Digital Opera and New Music Cinema

Virtual Performance, created as a necessary response to the COVID pandemic, has opened up a number of new approaches to artistic and musical performance.  The new “art form” is still in its infancy, and will likely go through a number of transformations over the next decade or so.  But we have to start somewhere.   JR Wilson presents a number of digital/acousmatic performances.

SONGS FROM OUR FATHERS – a new music cinema production

THE AVATAR – a new music cinema production

You might enjoy my latest digital opera “The Avatar”. It’s based on a play by Greek tragedian Euripides. Feminism and environmentalism (“Pantheism”) are the two major themes here (apparently Euripides regarded these to be relevant concerns over 2400 years ago!)

 

THE PURGE – a new music cinema production

Below you will find one such “experiment”, a digital opera composed by One Mind Media co-founder JR Wilson.  This digital opera celebrates 700 years of Dante’s epic poem, “Divine Comedy”.   See what you think.  Does it work?  What can be improved?  Please send any comments you may have to jimdubyah@gmail.com.   Meanwhile, grab some popcorn, we hope you enjoy the show!

 

 

Artists Statement

MTV was born in 1981 and was heralded with great fanfare and eventual success as the “sight and sound” channel. That, along with the continuing and growing trend of using music in a supporting role in cinema, began what I consider to be the beginning of the end of music as a standalone artform. Music has become increasingly secondary, playing a secondary role in today’s world of entertainment and the arts. Very few people listen to music today unless it is also accompanied by some form of visual media.

Opera has always been an art form that presents a balanced combination of both the visual and the audio. In fact, if anything, although staging was important, the music and the operatic singers were typically the main draw and focus of attention. Music was at least equal, if not the dominant force, in any operatic production. For better or worse, the pandemic has given birth to a new operatic art form – the virtual opera. Although we can never replace the beauty, grace, and social aspects of traditional opera, the virtual opera brings forth additional opportunity. Virtual opera is not reliant on a brick-and-mortar presence, thus it is free of the confines and expense of a geographic location. Virtual opera is available to anyone with an internet connection and a little free time on his or her hands. Virtual opera becomes available to all, regardless of the size of their wallet and/or their location, remote or otherwise.
In general, opera has been experiencing a decrease in interest and support over the past few decades. Primarily, this is likely due to expensive tickets and the overall hassle of getting to and from the presenting theater. Have you ever tried to get to the Disney Center in downtown Los Angeles on a busy day? You literally are taking your life into your own hands!
The aesthetic depth in this new genre facilitates the use of musical and visual techniques often excluded from a traditional opera production. For example, the use of computer animation has truly opened up a new direction for musical theater, one that was previously the sole province of film and television producers. Given the influence of cinema on twentieth and twenty-first century viewers, these influences can only help to draw and maintain audiences for new offerings growing out of the musical form traditionally known as “opera”. It is an influential, entertaining, and emotionally rich form of art and needs to regain its prominence in our culture.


§ What is expected
Pull every line holding the word "Average" out of the data and copy it.

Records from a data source
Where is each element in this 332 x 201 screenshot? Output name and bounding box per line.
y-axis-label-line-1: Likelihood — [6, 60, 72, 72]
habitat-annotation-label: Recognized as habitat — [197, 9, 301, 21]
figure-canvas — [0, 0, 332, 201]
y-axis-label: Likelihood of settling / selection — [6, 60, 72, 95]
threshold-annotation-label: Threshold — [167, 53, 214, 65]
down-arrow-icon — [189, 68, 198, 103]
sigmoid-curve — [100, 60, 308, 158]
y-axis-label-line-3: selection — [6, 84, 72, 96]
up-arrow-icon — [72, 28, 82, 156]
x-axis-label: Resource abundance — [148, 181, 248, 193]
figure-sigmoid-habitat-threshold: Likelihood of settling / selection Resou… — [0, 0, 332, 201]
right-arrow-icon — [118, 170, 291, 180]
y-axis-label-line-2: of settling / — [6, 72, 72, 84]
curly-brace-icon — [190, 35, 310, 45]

---

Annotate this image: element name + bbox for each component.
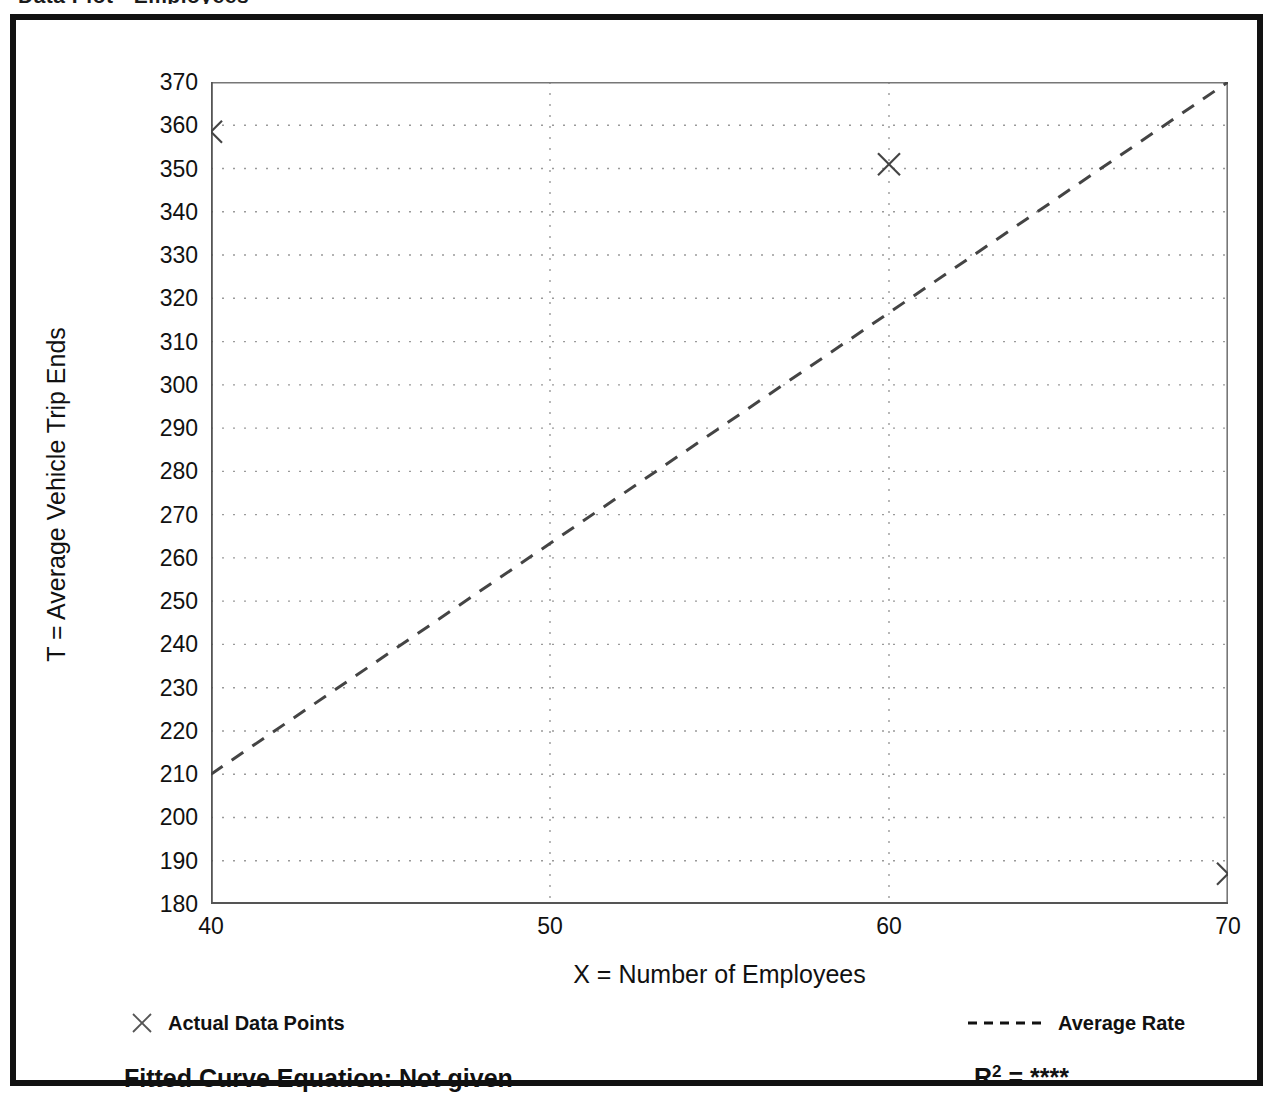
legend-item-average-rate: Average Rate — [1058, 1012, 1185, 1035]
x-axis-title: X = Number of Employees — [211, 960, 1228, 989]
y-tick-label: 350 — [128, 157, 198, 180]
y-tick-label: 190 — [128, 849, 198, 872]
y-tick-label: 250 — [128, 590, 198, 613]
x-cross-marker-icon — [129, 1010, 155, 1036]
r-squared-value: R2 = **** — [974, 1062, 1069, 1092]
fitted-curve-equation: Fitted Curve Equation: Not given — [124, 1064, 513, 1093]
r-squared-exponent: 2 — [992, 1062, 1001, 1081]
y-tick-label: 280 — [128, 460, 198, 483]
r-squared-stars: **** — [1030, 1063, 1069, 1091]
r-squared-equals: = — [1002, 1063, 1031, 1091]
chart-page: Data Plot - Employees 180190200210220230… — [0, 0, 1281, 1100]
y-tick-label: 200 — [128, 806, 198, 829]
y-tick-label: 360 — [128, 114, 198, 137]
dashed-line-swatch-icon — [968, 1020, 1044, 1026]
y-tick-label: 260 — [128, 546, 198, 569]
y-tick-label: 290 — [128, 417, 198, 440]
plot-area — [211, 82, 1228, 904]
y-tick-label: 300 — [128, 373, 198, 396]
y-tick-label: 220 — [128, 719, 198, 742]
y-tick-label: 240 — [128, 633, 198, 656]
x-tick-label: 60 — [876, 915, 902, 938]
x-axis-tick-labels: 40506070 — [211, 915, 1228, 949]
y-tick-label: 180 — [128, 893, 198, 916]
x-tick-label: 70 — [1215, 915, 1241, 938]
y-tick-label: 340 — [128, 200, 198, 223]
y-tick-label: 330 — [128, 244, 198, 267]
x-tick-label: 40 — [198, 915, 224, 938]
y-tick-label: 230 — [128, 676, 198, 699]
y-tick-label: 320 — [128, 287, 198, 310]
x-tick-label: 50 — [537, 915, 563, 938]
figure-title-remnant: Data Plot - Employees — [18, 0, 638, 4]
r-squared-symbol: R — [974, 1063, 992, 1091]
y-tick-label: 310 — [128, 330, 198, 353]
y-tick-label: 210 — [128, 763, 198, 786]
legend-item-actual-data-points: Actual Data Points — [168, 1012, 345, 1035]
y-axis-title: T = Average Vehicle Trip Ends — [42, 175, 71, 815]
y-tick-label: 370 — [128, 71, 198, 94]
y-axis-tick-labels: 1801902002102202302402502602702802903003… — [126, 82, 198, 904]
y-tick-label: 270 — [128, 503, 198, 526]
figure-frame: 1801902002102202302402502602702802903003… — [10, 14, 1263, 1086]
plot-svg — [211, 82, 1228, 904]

§ Exercise answer
legend-item-average-rate: Average Rate — [1058, 1012, 1185, 1035]
y-axis-title: T = Average Vehicle Trip Ends — [42, 175, 71, 815]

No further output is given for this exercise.